Given the tool's moderate complexity (2 parameters, no output schema, no annotations), the description is partially complete. It explains the purpose and some usage context but lacks details on behavioral aspects like return values or error conditions. Without annotations or output schema, more information on what happens after setting (e.g., confirmation message) would improve completeness, leaving gaps.

Complex tools with many parameters or behaviors need more documentation. Simple tools need less. This dimension scales expectations accordingly.

Parameters3/5

Does the description clarify parameter syntax, constraints, interactions, or defaults beyond what the schema provides?

Schema description coverage is 100%, so the schema already documents both parameters ('target_user' and 'project_path') with clear descriptions. The description adds no additional parameter semantics beyond implying that 'target_user' is used for reviews and auto-detection occurs if not set, but this doesn't enhance the schema's details. With high coverage, the baseline is 3, and the description doesn't compensate with extra value.

Input schemas describe structure but not intent. Descriptions should explain non-obvious parameter relationships and valid value ranges.

Purpose4/5

Does the description clearly state what the tool does and how it differs from similar tools?

The description clearly states the tool's purpose: 'Set who the target user of this project is.' It specifies the verb ('Set') and resource ('target user'), and explains the function ('used by the customer perspective in reviews to give feedback as that specific type of user'). However, it doesn't explicitly differentiate from sibling tools like 'review' or 'coach', which might involve user perspectives, so it doesn't reach a 5.

Agents choose between tools based on descriptions. A clear purpose with a specific verb and resource helps agents select the right tool.

Usage Guidelines3/5

Does the description explain when to use this tool, when not to, or what alternatives exist?

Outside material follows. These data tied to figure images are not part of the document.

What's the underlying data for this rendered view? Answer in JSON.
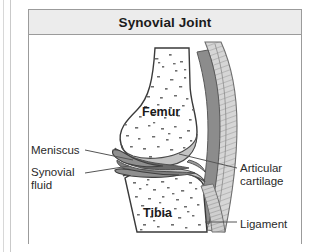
{
  "figure": {
    "title": "Synovial Joint",
    "colors": {
      "frame_border": "#9b9b9b",
      "title_background": "#ececec",
      "title_text": "#1b1b1b",
      "label_text": "#2a2a2a",
      "bone_outline": "#3a3a3a",
      "bone_fill": "#ffffff",
      "bone_speckle": "#6e6e6e",
      "cartilage_fill": "#c3c3c3",
      "meniscus_fill": "#8f8f8f",
      "synovial_fluid_fill": "#6a6a6a",
      "ligament_fill": "#d0d0d0",
      "leader_line": "#555555",
      "canvas_background": "#ffffff"
    }
  },
  "labels": {
    "meniscus": "Meniscus",
    "synovial_fluid": "Synovial fluid",
    "articular_cartilage": "Articular cartilage",
    "ligament": "Ligament",
    "femur": "Femur",
    "tibia": "Tibia"
  },
  "structures": [
    {
      "name": "femur",
      "kind": "bone",
      "position": "upper"
    },
    {
      "name": "tibia",
      "kind": "bone",
      "position": "lower"
    },
    {
      "name": "articular-cartilage",
      "kind": "cartilage",
      "position": "joint-surfaces"
    },
    {
      "name": "meniscus",
      "kind": "fibrocartilage",
      "position": "joint-space-wedges"
    },
    {
      "name": "synovial-fluid",
      "kind": "fluid",
      "position": "joint-cavity"
    },
    {
      "name": "ligament",
      "kind": "ligament",
      "position": "lateral-right"
    }
  ]
}
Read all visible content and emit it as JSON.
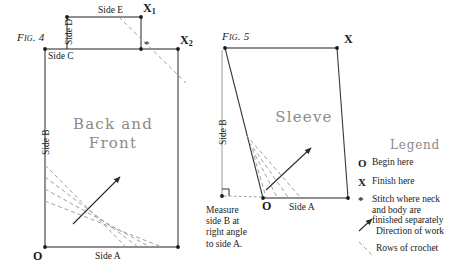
{
  "figures": {
    "fig4": {
      "tag": "Fig. 4",
      "piece_name_line1": "Back and",
      "piece_name_line2": "Front",
      "labels": {
        "side_a": "Side A",
        "side_b": "Side B",
        "side_c": "Side C",
        "side_d": "Side D",
        "side_e": "Side E",
        "origin": "O",
        "x1": "X",
        "x1_sub": "1",
        "x2": "X",
        "x2_sub": "2",
        "star": "*"
      }
    },
    "fig5": {
      "tag": "Fig. 5",
      "piece_name": "Sleeve",
      "labels": {
        "side_a": "Side A",
        "side_b": "Side B",
        "origin": "O",
        "x": "X"
      },
      "note_lines": [
        "Measure",
        "side B at",
        "right angle",
        "to side A."
      ]
    }
  },
  "legend": {
    "title": "Legend",
    "items": [
      {
        "symbol": "O",
        "text_lines": [
          "Begin here"
        ]
      },
      {
        "symbol": "X",
        "text_lines": [
          "Finish here"
        ]
      },
      {
        "symbol": "*",
        "text_lines": [
          "Stitch where neck",
          "and body are",
          "finished separately"
        ]
      },
      {
        "symbol": "arrow-icon",
        "text_lines": [
          "Direction of work"
        ]
      },
      {
        "symbol": "dashed-line-icon",
        "text_lines": [
          "Rows of crochet"
        ]
      }
    ]
  },
  "colors": {
    "ink": "#1a1a1a",
    "outline": "#3a3a3a",
    "thin_rule": "#9a9a9a",
    "dashed": "#9aa0a8",
    "faded_text": "#8a8a8a",
    "paper": "#ffffff"
  }
}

The description provides implied usage guidance: it mentions that the target user is 'auto-detected from README/CLAUDE.md if not set manually,' suggesting this tool is for manual override. However, it doesn't explicitly state when to use this vs. alternatives (e.g., when auto-detection fails or for specific review contexts), and no exclusions or sibling tool comparisons are provided, so it's not fully explicit.

Agents often have multiple tools that could apply. Explicit usage guidance like "use X instead of Y when Z" prevents misuse.